Article ID Journal Published Year Pages File Type
4499967 Mathematical Biosciences 2015 11 Pages PDF
Abstract

•Stochastic modelling of HAMD responses in depression trials.•Patients’ responses can be described as realizations of stochastic processes.•Psychiatric trials call for general-purpose, non-mechanistic modelling approaches.•Empirical Bayes techniques can successfully estimate individual parameters.•Stable Markovian process gives a realistic description of interindividual variability.

This paper addresses the problem of modelling longitudinal data describing patients’ responses in clinical trials. In particular, a systematic approach relying on a system theoretic paradigm is proposed to deal with contexts where limited physiopathological knowledge is available on disease, drug response, and patients’ characteristics. The model relies on the notion of patient’s health state which summarizes the patient’s condition. In order to cope with the limited number of clinical data usually available, the paper considers a very parsimonious realization where the two state variables are the clinical endpoint and its derivative. Within a population framework, the individual response is modelled as the sum of an individual shift and the average response of subjects belonging to the same study, both described as Markovian processes and identified by empirical Bayes techniques. The proposed approach is validated with experimental data from a Phase II, flexible-dose, depression trial. The dose changes due to the flexible-dose scheme are handled as perturbations on the state. The connection between inter-individual variability and model stability is evaluated showing that the introduction of stable poles helps to describe populations whose range of individual responses does not diverge with time. In this way, good individual fittings and visual predictive checks were obtained for the clinical data. The proposed analysis provides a systematic approach to semi-mechanistic modelling when a precise knowledge of the physiological mechanisms of the disease is incomplete or missing.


▶ [Exercise objective]
Pull every line that includes the word "management" from the data.

==== Source records ====

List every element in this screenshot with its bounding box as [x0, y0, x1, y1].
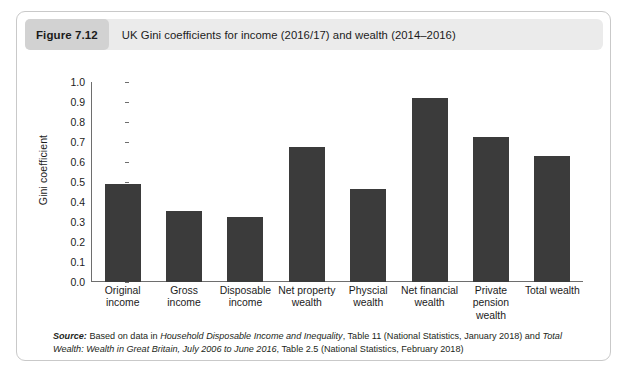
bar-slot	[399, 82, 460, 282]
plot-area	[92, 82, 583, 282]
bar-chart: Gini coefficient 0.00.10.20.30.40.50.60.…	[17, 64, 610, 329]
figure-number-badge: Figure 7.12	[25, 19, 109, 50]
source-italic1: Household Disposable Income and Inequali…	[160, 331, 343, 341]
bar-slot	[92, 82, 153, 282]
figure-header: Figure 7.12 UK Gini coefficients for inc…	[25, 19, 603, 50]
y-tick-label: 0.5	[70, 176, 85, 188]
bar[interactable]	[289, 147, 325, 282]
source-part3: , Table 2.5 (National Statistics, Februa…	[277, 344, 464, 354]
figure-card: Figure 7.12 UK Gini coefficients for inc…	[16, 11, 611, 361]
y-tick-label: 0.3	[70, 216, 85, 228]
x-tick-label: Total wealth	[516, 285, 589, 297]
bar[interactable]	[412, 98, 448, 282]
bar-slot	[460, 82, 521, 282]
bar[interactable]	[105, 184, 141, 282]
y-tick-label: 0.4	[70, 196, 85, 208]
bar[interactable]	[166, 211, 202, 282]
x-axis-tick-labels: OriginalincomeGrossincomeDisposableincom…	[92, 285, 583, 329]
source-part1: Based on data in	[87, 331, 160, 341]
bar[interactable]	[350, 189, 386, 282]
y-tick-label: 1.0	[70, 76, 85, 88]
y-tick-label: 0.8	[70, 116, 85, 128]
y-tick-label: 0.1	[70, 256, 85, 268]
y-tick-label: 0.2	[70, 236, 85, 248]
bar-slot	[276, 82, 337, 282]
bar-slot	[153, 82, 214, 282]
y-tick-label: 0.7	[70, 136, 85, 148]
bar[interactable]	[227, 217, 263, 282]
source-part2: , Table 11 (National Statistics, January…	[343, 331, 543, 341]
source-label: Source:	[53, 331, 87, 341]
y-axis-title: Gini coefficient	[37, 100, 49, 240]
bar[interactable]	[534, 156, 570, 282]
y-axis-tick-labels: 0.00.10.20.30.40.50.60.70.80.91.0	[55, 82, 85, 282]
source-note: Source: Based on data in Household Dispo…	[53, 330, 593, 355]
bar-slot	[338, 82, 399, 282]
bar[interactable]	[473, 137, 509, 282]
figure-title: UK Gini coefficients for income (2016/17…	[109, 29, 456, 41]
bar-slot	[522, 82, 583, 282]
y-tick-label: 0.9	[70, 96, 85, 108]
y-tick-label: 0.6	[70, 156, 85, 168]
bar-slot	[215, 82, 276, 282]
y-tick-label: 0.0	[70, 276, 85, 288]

====
==== Source records ====

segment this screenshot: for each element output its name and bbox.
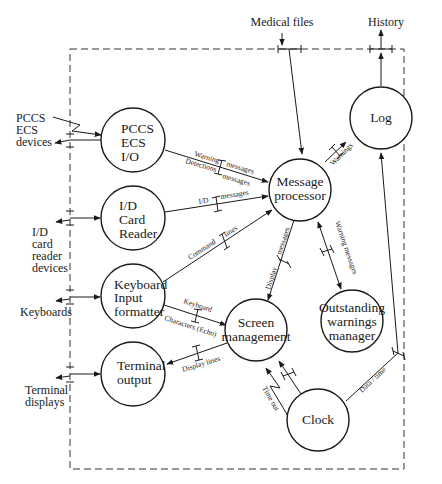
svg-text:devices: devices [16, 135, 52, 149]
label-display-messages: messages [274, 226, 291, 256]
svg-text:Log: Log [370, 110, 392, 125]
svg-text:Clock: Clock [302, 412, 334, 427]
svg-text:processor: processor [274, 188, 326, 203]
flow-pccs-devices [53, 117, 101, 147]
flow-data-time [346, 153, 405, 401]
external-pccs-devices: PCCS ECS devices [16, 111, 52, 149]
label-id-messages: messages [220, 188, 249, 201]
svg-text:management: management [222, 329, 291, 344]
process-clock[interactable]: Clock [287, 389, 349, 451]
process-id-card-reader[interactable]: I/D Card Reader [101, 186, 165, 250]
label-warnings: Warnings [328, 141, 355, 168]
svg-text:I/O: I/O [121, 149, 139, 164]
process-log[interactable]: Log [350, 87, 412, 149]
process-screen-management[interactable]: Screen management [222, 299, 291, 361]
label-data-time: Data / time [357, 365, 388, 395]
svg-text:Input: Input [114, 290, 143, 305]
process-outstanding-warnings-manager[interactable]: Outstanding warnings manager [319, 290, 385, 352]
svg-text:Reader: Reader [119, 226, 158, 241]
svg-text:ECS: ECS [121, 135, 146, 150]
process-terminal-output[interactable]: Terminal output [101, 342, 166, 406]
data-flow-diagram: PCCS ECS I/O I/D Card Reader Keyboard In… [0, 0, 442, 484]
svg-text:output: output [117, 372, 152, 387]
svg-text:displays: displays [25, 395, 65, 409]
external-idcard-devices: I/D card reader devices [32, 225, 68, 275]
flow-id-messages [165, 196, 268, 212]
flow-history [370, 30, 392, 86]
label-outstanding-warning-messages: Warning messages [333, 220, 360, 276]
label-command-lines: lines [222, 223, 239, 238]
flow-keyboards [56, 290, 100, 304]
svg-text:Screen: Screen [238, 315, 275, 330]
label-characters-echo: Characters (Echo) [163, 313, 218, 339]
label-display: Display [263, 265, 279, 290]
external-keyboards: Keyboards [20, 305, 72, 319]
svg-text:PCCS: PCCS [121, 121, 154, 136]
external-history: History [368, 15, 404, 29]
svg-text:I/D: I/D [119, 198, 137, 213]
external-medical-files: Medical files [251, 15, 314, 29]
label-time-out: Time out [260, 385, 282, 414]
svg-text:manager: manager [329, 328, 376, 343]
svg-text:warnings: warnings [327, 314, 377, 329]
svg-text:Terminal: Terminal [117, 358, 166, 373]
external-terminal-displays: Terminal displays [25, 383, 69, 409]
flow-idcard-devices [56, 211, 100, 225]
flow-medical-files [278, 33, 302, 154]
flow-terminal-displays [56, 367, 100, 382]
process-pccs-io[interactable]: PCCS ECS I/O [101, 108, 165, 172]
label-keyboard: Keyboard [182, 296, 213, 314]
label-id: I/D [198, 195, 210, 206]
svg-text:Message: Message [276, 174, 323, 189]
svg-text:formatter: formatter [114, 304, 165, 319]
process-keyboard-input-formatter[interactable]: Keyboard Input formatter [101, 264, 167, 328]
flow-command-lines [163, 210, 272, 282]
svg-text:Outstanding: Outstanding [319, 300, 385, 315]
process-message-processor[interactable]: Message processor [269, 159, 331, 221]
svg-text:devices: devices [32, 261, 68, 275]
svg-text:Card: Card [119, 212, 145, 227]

====

▶ [Result for this task]
svg-text:management: management [222, 329, 291, 344]
process-screen-management[interactable]: Screen management [222, 299, 291, 361]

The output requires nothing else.